This is an interesting story to say the least and I’m sure we will hear more about this and and studies and data presented as a result. One report said she refused to share the cell data, was fired and then left.
From reading here it appears she took off with the research data and other information relative to the disease research. She lead a team that was quoted to have ground breaking discoveries with Chronic Fatigue Disease syndrome and then later some of the data was considered “tainted”. XMRV or related viruses were not found to be reliable with the patient samples collected. Again stay tuned on this one. BD
After police in Ventura County, California, arrested and jailed Judy Mikovits on 18 November, they gave few details about the felony charges levied against the well-known chronic fatigue syndrome (CFS) researcher. According to the Ventura County Sheriff, she was a fugitive from justice arrested on a warrant from Washoe County, Nevada, and was "not bailable."
Now ScienceInsider has learned that her felony arrest warrant was issued by the Reno Justice Court in Washoe County. The District Attorney there has charged Mikovits with "possession of stolen property," according to a document filed with the court, and "unlawful taking of computer data, equipment, supplies, or other computer related property." Mikovits's former employer, the Whittemore Peterson Institute (WPI) for Neuro-Immune Disease in Reno, also filed court documents yesterday that further shed light on the arrest.
WPI fired Mikovits on 29 September because it said she refused to share a cell line with another researcher there.
Mikovits stepped into an international spotlight in October 2009 when she headed a team that published a study in Science about a possibly groundbreaking discovery related to CFS.
Mikovits and colleagues reported that 67% of CFS patients they tested harbored a recently discovered mouse retrovirus dubbed XMRV. Other labs soon reported that they had difficulty confirming the finding, which led the CFS community to split into different camps.
WPI staunchly stood by Mikovits's work, even after one of the labs she collaborated with in the Science study retracted its contribution to the paper because contamination had tainted data it supplied. The falling-out between WPI and Mikovits came about after a second Science paper that she co-authored reported that nine labs—including WPI's—could not reliably find XMRV or related viruses in blinded patient samples.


> [EXERCISE DETAILS]: Everything in the listing below from the line containing "The width and" through the line containing "The image size is (1058, 384)." must be repeated exactly; the remaining lines are not wanted.

> [DATA EXCERPTS]:
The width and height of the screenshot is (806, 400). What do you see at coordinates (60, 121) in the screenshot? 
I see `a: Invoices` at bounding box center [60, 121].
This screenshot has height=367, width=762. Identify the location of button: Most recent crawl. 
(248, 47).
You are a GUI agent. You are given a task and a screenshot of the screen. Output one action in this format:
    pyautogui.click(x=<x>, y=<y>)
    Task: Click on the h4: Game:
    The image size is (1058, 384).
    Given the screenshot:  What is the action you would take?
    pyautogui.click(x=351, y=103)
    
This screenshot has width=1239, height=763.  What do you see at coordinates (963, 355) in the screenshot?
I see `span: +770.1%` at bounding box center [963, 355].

...

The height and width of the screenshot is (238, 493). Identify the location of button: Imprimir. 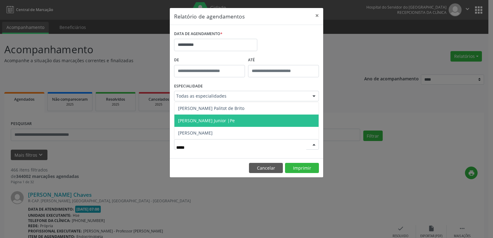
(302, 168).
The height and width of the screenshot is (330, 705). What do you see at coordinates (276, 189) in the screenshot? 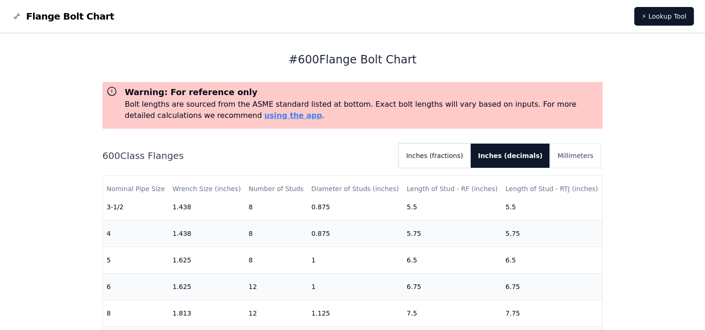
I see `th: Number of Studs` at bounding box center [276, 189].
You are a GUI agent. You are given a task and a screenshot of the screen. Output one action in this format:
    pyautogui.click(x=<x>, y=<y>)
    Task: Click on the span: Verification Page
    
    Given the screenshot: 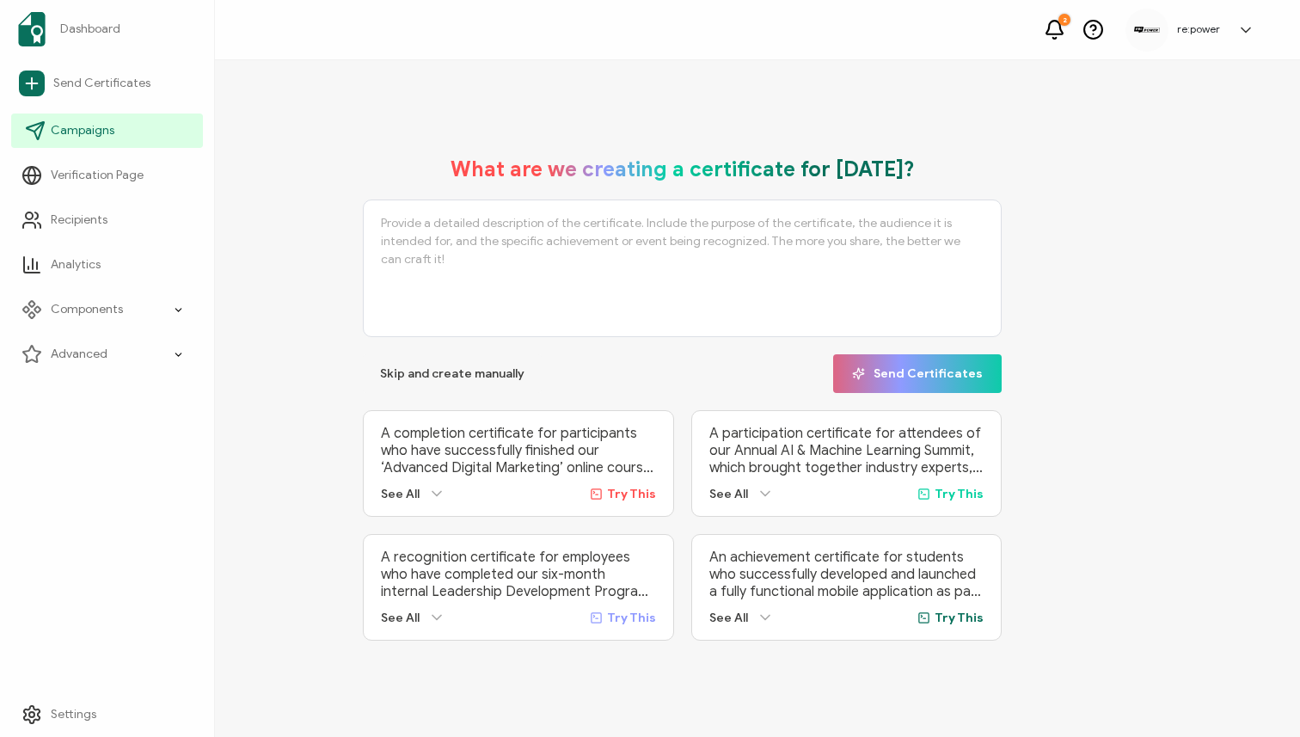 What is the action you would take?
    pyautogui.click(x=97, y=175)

> [SOLUTION TO THE PROBLEM]:
The width and height of the screenshot is (806, 400). What do you see at coordinates (60, 121) in the screenshot? 
I see `a: Invoices` at bounding box center [60, 121].
This screenshot has height=367, width=762. Identify the location of button: Most recent crawl. 
(248, 47).
You are a GUI agent. You are given a task and a screenshot of the screen. Output one action in this format:
    pyautogui.click(x=<x>, y=<y>)
    Task: Click on the h4: Game:
    The image size is (1058, 384).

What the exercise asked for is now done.